You know that look new parents get: equal parts terrified and overflowing with pride, all mixed with acute sleep deprivation. That’s the only way to describe what Matt Yglesias, Ezra Klein, Melissa Bell, and I looked like in June 2014 when we sat down with Lauren Williams to convince her to be our managing editor. I have to blame the sleep deprivation on the fact that we decided to woo a candidate that we were desperate to land by taking her to a shitty dive bar that smelled like piss.

But crammed into that little booth over cheap beers, I will never forget the way we spoke about building Vox. Matt talked about the home we’d found in Vox Media and how they built our website in nine weeks and were letting us play with new formats and ways of displaying information. Melissa talked about the culture we were creating, one of making collaboration easy and rewarding weird and wild ideas. And Ezra talked about his early experience as a news consumer feeling embarrassed when he would come to an article and not understand the backstory — and how we wanted to build a space for curious people to engage with the most important news stories of the day.

I honestly don’t remember what I said, but I remember thinking that it felt so good to be part of a place with such a strong mission and clear vision for the problems we wanted to solve. I didn’t know if we would make it a year, or if Lauren would join us (Thankfully, we did! And she did!

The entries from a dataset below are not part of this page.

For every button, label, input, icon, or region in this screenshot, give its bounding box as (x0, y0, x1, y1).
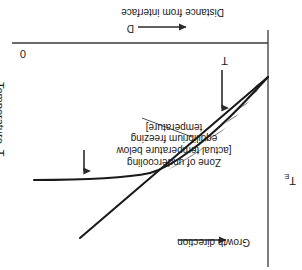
equilibrium-temperature-symbol: T (289, 175, 296, 187)
distance-symbol-label: D (127, 22, 134, 34)
undercooling-annotation-line-2: [actual temperature below (108, 144, 240, 156)
equilibrium-temperature-subscript: E (284, 172, 289, 181)
y-axis-label: Temperature, T (0, 82, 6, 156)
figure-root: 0 TE T Zone of undercooling [actual temp… (0, 0, 302, 270)
origin-label: 0 (20, 47, 26, 60)
undercooling-annotation: Zone of undercooling [actual temperature… (108, 121, 240, 168)
growth-direction-label: Growth direction (177, 236, 250, 248)
actual-temperature-label: T (221, 54, 228, 67)
undercooling-annotation-line-3: equilibrium freezing (108, 133, 240, 145)
rotated-diagram-layer: 0 TE T Zone of undercooling [actual temp… (0, 0, 302, 270)
x-axis-label: Distance from interface (121, 6, 224, 18)
undercooling-annotation-line-1: Zone of undercooling (108, 156, 240, 168)
equilibrium-temperature-label: TE (284, 171, 296, 187)
undercooling-annotation-line-4: temperature] (108, 121, 240, 133)
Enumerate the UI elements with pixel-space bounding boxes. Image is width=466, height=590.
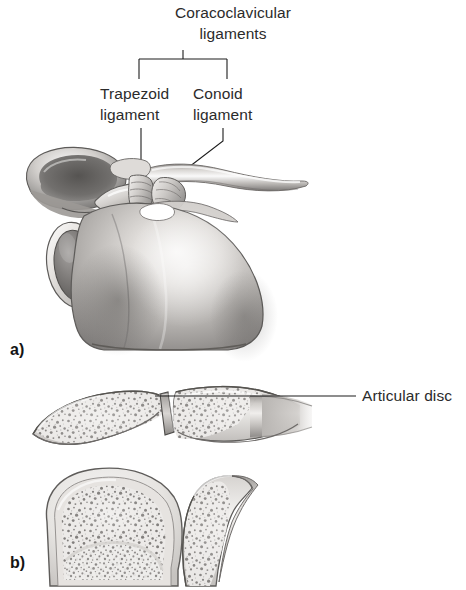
conoid-label-line1: Conoid	[193, 85, 243, 102]
glenoid-section	[176, 474, 266, 590]
scapula-body	[71, 203, 278, 362]
clavicle-section	[168, 382, 312, 446]
conoid-label-line2: ligament	[193, 106, 253, 123]
panel-b-letter: b)	[10, 554, 25, 571]
suprascapular-notch	[140, 204, 175, 221]
articular-disc-label: Articular disc	[362, 387, 452, 404]
coracoclavicular-label-line1: Coracoclavicular	[175, 4, 291, 21]
panel-a-annotations: Coracoclavicular ligaments Trapezoid lig…	[100, 4, 291, 180]
trapezoid-label-line2: ligament	[100, 106, 160, 123]
coracoclavicular-label-line2: ligaments	[199, 25, 266, 42]
articular-disc	[160, 392, 174, 435]
humeral-head-section	[46, 468, 182, 586]
coracoclavicular-bracket	[139, 50, 227, 79]
figure-root: Coracoclavicular ligaments Trapezoid lig…	[0, 0, 466, 590]
panel-a-letter: a)	[10, 341, 24, 358]
panel-a-illustration: a)	[10, 147, 308, 362]
trapezoid-label-line1: Trapezoid	[100, 85, 169, 102]
panel-b-illustration: b)	[10, 382, 312, 590]
acromion-section	[28, 388, 168, 448]
anatomy-figure-svg: Coracoclavicular ligaments Trapezoid lig…	[0, 0, 466, 590]
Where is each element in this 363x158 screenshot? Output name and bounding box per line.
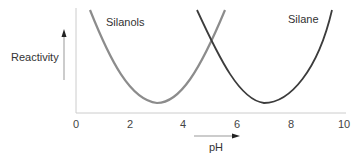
silane-label: Silane — [288, 13, 319, 25]
x-tick-6: 6 — [234, 118, 240, 130]
x-axis-label: pH — [209, 141, 223, 153]
right-arrow-icon — [232, 134, 240, 139]
x-tick-0: 0 — [73, 118, 79, 130]
reactivity-ph-chart: Silanols Silane Reactivity 0 2 4 6 8 10 … — [0, 0, 363, 158]
silanols-label: Silanols — [106, 16, 145, 28]
y-axis-label: Reactivity — [11, 51, 59, 63]
x-tick-2: 2 — [127, 118, 133, 130]
x-tick-8: 8 — [288, 118, 294, 130]
up-arrow-icon — [62, 29, 67, 37]
x-tick-4: 4 — [180, 118, 186, 130]
x-tick-10: 10 — [338, 118, 350, 130]
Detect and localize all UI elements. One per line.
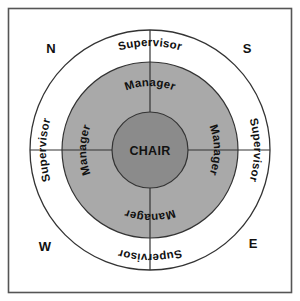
concentric-org-chart: CHAIR Supervisor Supervisor Supervisor S… bbox=[0, 0, 300, 301]
quadrant-label-east-text: E bbox=[249, 236, 258, 251]
quadrant-label-south-text: S bbox=[243, 41, 252, 56]
quadrant-label-east: E bbox=[249, 236, 258, 251]
quadrant-label-west-text: W bbox=[39, 239, 52, 254]
quadrant-label-west: W bbox=[39, 239, 52, 254]
diagram-canvas: CHAIR Supervisor Supervisor Supervisor S… bbox=[0, 0, 300, 301]
quadrant-label-north: N bbox=[46, 41, 55, 56]
center-label-chair-text: CHAIR bbox=[129, 144, 170, 158]
quadrant-label-south: S bbox=[243, 41, 252, 56]
quadrant-label-north-text: N bbox=[46, 41, 55, 56]
center-label-chair: CHAIR bbox=[129, 144, 170, 158]
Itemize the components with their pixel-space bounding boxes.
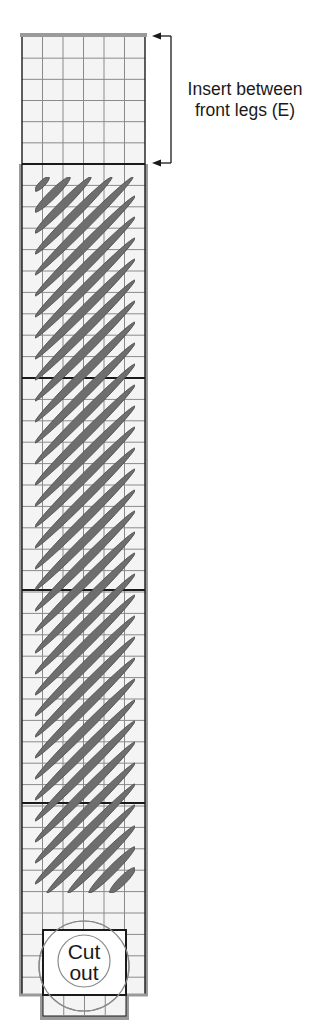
annotation-line1: Insert between [188,79,303,99]
cutout-label-line1: Cut [68,940,101,963]
cutout-label-line2: out [69,961,98,984]
top-border-band [20,33,147,37]
construction-diagram: Cut out Insert between front legs (E) [0,0,327,1027]
dimension-bracket [152,33,171,167]
arrow-left-icon [152,33,161,40]
annotation-line2: front legs (E) [195,100,295,120]
arrow-left-icon [152,160,161,167]
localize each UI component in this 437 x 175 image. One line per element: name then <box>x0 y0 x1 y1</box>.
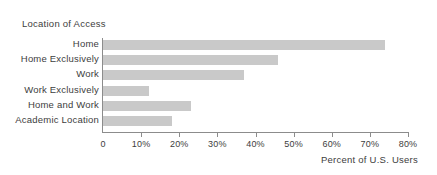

Today, Lauren is our fearless editor-in-chief), but I knew I was so proud to be involved in it, regardless of how it all turned out.

And now our baby is 5, and we’re still tired, really, really tired, but so proud.

Here are some recollections from our staff, including Vox’s co-founders, Ezra Klein, Matthew Yglesias, and Melissa Bell. —Allison Rockey, executive editor and director of editorial strategy (5 years with Vox)


The hardest part of starting Vox was that for the first few months, everything we did defined what the publication was. If a writer somewhere else had a typo, that was just something a writer did. But when I did it, that meant Vox was the publication with lots of typos, because there was no other history to fall back on. And conversely, the best part about watching it grow is that we’re now all doing such different but complementary things that Vox can be only defined by what we have in common: a desire to explain this waking nightmare we call life. —Dylan Matthews, senior correspondent and lead writer, Future Perfect (5 years with Vox)


I remember coming down to DC for the first time after accepting the job, right around Valentine’s Day in 2014. I’d met Ezra in person once before, and there were a few others already on board whom I also looked up to. I was so anxious, walking into a place where people I’d been reading for quite a while would now be my colleagues. Ezra had mercifully set up a sort of “getting to know you” dinner at a pizza place, and I gave up my deep anxiety immediately: I pulled a bottle of Purell out of my pocket, put it on my hands, and then left it on the table.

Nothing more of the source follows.